Setting jpg compression level with ImageIO in Java

mat_boy picture mat_boy · Jun 14, 2013 · Viewed 46.1k times · Source

I'm using javax.imageio.ImageIO to save a BufferedImage as a jpeg file. In particular, I created the following Java function:

public static void getScreenShot(BufferedImage capture, Path folder, String filename) {
        try {
            ImageIO.write(capture, "jpeg", new File(folder.toString()+"/"+filename+".jpg"));
        } catch (AWTException | IOException ex) {
            Logger.getLogger(ScreenShotMaker.class.getName()).log(Level.SEVERE, null, ex);
        }
}

Likewise any image manipulation software, I wish to change the compression level of the jpeg file. However, I'm searching for this option that seems to be missing in ImageIO.

Can I set the compression level and how?

Answer

Igor Klimer picture Igor Klimer · Oct 12, 2014

A more succinct way is to get the ImageWriter directly from ImageIO:

ImageWriter jpgWriter = ImageIO.getImageWritersByFormatName("jpg").next();
ImageWriteParam jpgWriteParam = jpgWriter.getDefaultWriteParam();
jpgWriteParam.setCompressionMode(ImageWriteParam.MODE_EXPLICIT);
jpgWriteParam.setCompressionQuality(0.7f);

ImageOutputStream outputStream = createOutputStream(); // For example implementations see below
jpgWriter.setOutput(outputStream);
IIOImage outputImage = new IIOImage(image, null, null);
jpgWriter.write(null, outputImage, jpgWriteParam);
jpgWriter.dispose();

The call to ImageWriteParam.setCompressionMode(ImageWriteParam.MODE_EXPLICIT) is needed in order to explicitly set the compression's level (quality).

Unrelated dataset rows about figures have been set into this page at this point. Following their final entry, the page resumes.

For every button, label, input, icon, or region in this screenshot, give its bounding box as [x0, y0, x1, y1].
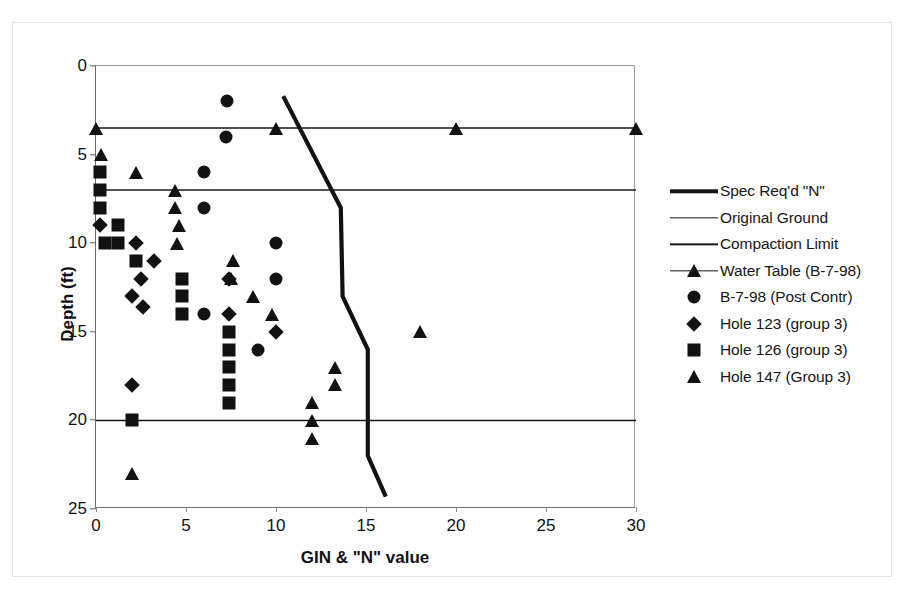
legend-item[interactable]: B-7-98 (Post Contr) [668, 284, 898, 311]
chart-figure: Depth (ft) GIN & "N" value 0510152025051… [0, 0, 905, 607]
x-tick-label: 15 [357, 516, 376, 536]
plot-area: 0510152025051015202530 [95, 65, 635, 508]
legend-diamond-icon [686, 316, 702, 332]
legend-item-label: Hole 126 (group 3) [720, 341, 847, 359]
y-tick-label: 10 [68, 233, 87, 253]
y-tick-mark [90, 65, 96, 66]
y-tick-mark [90, 331, 96, 332]
legend-item-label: Hole 123 (group 3) [720, 315, 847, 333]
legend-item-label: Hole 147 (Group 3) [720, 368, 851, 386]
legend-item[interactable]: Water Table (B-7-98) [668, 258, 898, 285]
legend-line-swatch [670, 190, 718, 193]
legend-item-label: Original Ground [720, 209, 828, 227]
legend-circle-icon [688, 291, 701, 304]
legend-key [668, 258, 720, 284]
y-tick-mark [90, 154, 96, 155]
x-tick-mark [96, 507, 97, 512]
x-tick-label: 30 [627, 516, 646, 536]
x-tick-mark [546, 507, 547, 512]
legend-key [668, 178, 720, 204]
x-tick-label: 20 [447, 516, 466, 536]
y-tick-label: 15 [68, 322, 87, 342]
y-tick-label: 25 [68, 499, 87, 519]
series-line [283, 96, 386, 496]
legend-item[interactable]: Hole 126 (group 3) [668, 337, 898, 364]
legend-key [668, 311, 720, 337]
x-tick-label: 0 [91, 516, 100, 536]
legend-item-label: Water Table (B-7-98) [720, 262, 861, 280]
y-tick-mark [90, 242, 96, 243]
legend-line-swatch [670, 244, 718, 245]
chart-legend: Spec Req'd "N"Original GroundCompaction … [668, 178, 898, 390]
legend-item-label: Spec Req'd "N" [720, 182, 825, 200]
legend-key [668, 284, 720, 310]
x-tick-mark [276, 507, 277, 512]
legend-item[interactable]: Spec Req'd "N" [668, 178, 898, 205]
legend-item[interactable]: Hole 123 (group 3) [668, 311, 898, 338]
legend-square-icon [688, 344, 701, 357]
x-tick-label: 10 [267, 516, 286, 536]
x-axis-title: GIN & "N" value [95, 548, 635, 568]
series-layer [96, 66, 636, 509]
y-tick-label: 0 [78, 56, 87, 76]
legend-line-swatch [670, 217, 718, 218]
legend-line-swatch [670, 270, 718, 271]
x-tick-mark [186, 507, 187, 512]
y-tick-mark [90, 420, 96, 421]
legend-item[interactable]: Hole 147 (Group 3) [668, 364, 898, 391]
x-tick-label: 25 [537, 516, 556, 536]
legend-item[interactable]: Compaction Limit [668, 231, 898, 258]
x-tick-mark [456, 507, 457, 512]
legend-key [668, 205, 720, 231]
x-tick-mark [636, 507, 637, 512]
legend-triangle-icon [687, 370, 701, 383]
legend-item[interactable]: Original Ground [668, 205, 898, 232]
legend-key [668, 337, 720, 363]
legend-key [668, 364, 720, 390]
x-tick-label: 5 [181, 516, 190, 536]
legend-key [668, 231, 720, 257]
legend-item-label: Compaction Limit [720, 235, 838, 253]
legend-item-label: B-7-98 (Post Contr) [720, 288, 852, 306]
x-tick-mark [366, 507, 367, 512]
y-tick-label: 20 [68, 410, 87, 430]
y-tick-label: 5 [78, 145, 87, 165]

In ImageWriteParam.setCompressionQuality() 1.0f is maximum quality, minimum compression, while 0.0f is minimum quality, maximum compression.

ImageWriter.setOutput should be passed an ImageOutputStream. While the method accepts Object, according to documentation it's usually not supported:

Use of a general Object other than an ImageOutputStream is intended for writers that interact directly with an output device or imaging protocol. The set of legal classes is advertised by the writer's service provider's getOutputTypes method; most writers will return a single-element array containing only ImageOutputStream.class to indicate that they accept only an ImageOutputStream.

Most cases should be handled by these two classes:

  • FileImageOutputStream - an implementation of ImageOutputStream that writes its output directly to a File or RandomAccessFile.
  • MemoryCacheImageOutputStream - an implementation of ImageOutputStream that writes its output to a regular OutputStream. Usually used with ByteArrayOutputStream (thanks for the tip, @lmiguelmh!).